The design of the reactor at Naung Laing, as sources reveal, uses water to provide carbon dioxide used in the cooling loop, and bears resemblance with the reactor at Yongbyon and the reactor in Syria, allegedly constructed by North Korean assistance, and eventually bombed by the Israelis in September 2007.
Other indications regarding Myanmar’s quest for nuclear weapon technology became visible when Pakistan carried out its nuclear tests in May 1998. Myanmar’s Head of State Senior General Than Shwe signed the Atomic Energy Law on 8 June 1998. The timing of this event clearly reveals a strategic pursuit with regard to nuclear technology rather than any benign designs of quest for nuclear energy for peaceful purposes. Importantly post 9/11, two Pakistani nuclear scientists, Suleiman Asad and Mohammad Ali Mukhtar took refuge in Myanmar in November 2001 when US intelligence began to investigate the nexus between Pakistan nuclear scientists and the Al-Qaeda. The whereabouts of these two scientists is still unknown.
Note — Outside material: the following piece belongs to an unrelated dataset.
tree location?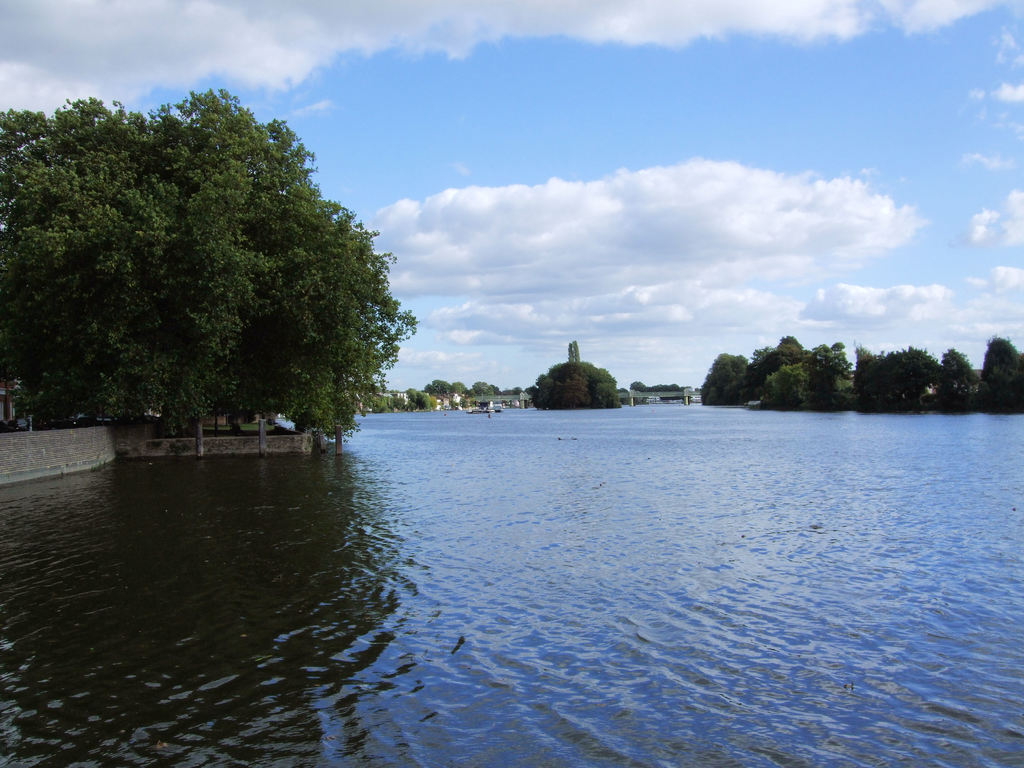
x1=703 y1=343 x2=755 y2=406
It was also during this period that Russia, at Myanmar’s request announced its intention to build a research reactor in Myanmar. The agreement with Russia for setting up a 10 megawatt reactor near Magwe in Myanmar was signed only in May 2007 due to financial difficulties. Nevertheless, hundreds of military personnel had been sent to Russia between the year 2001 and 2007 for training in nuclear science and technology. Although Myanmar is signatory to the Nuclear Proliferation Treaty (NPT), it is yet to sign the Additional Protocol thus allowing intrusive inspections of its nuclear facilities and operations by the IAEA.
Myanmar’s nuclear weapons programme characterises the coalescing of its strategic imperatives with an indulgent China. The involvement of North Korea and to an extent Pakistan, for furtherance of China’s regional and global agenda is in keeping with their status as proxy powers of the latter.
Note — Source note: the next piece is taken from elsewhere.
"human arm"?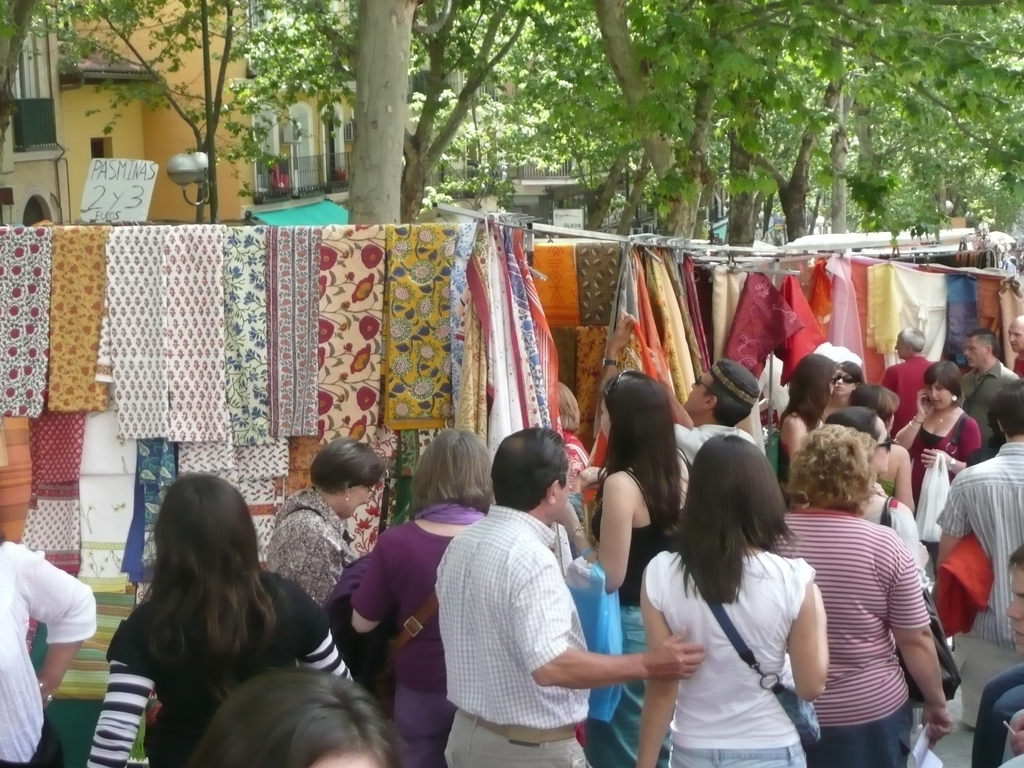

However, Myanmar’s determined bid to acquire nuclear capability is ‘not India-centric’ which is apparent from the deployment pattern for it has no fixed defences along the 1463 km long Indo-Myanmar border. In fact, Myanmar clearly desisted from denouncing the Indian nuclear tests in May 1998.
Internationally, the isolation of Myanmar has rendered it into a desperate political and economic situation. Therefore, the nuclear capability in the plausible reckoning of the military junta will invest it with the much needed diplomatic manoeuvre space in the international arena. Nevertheless, China’s patronage and even its admission into the ASEAN as a full member have not mitigated its political and economic problems. The Western world continues to view the Myanmar regime as totalitarian, repressive and regressive. The military regime in Myanmar has also been circumspect about turning into a vassal state of China. However, the regime’s survival compulsions have outweighed other considerations, which China has been ruthlessly exploiting.
The military dispensation in Myanmar, very much like the regime in North Korea is paranoid about being dislodged by intervention, military or otherwise, by the US and its allies. The nuclear weapons capability, the Myanmar regime contends will strategically insulate it against any such design. Thus, Myanmar is pursuing the nuclear course for the very survivability of the military regime. In that it is probably guided by the North Korean example.
For China, a nuclear armed Myanmar will further bolster its strategic encirclement of India—the major challenge to its regional supremacy. In the global context, proxy nuclear states serve as robust strategic pawns in the prevailing unipolar international order.
(Disclaimer: The views expressed in this article are those of the author and do not represent the views either of the Editorial Committee or the Centre for Land Warfare Studies).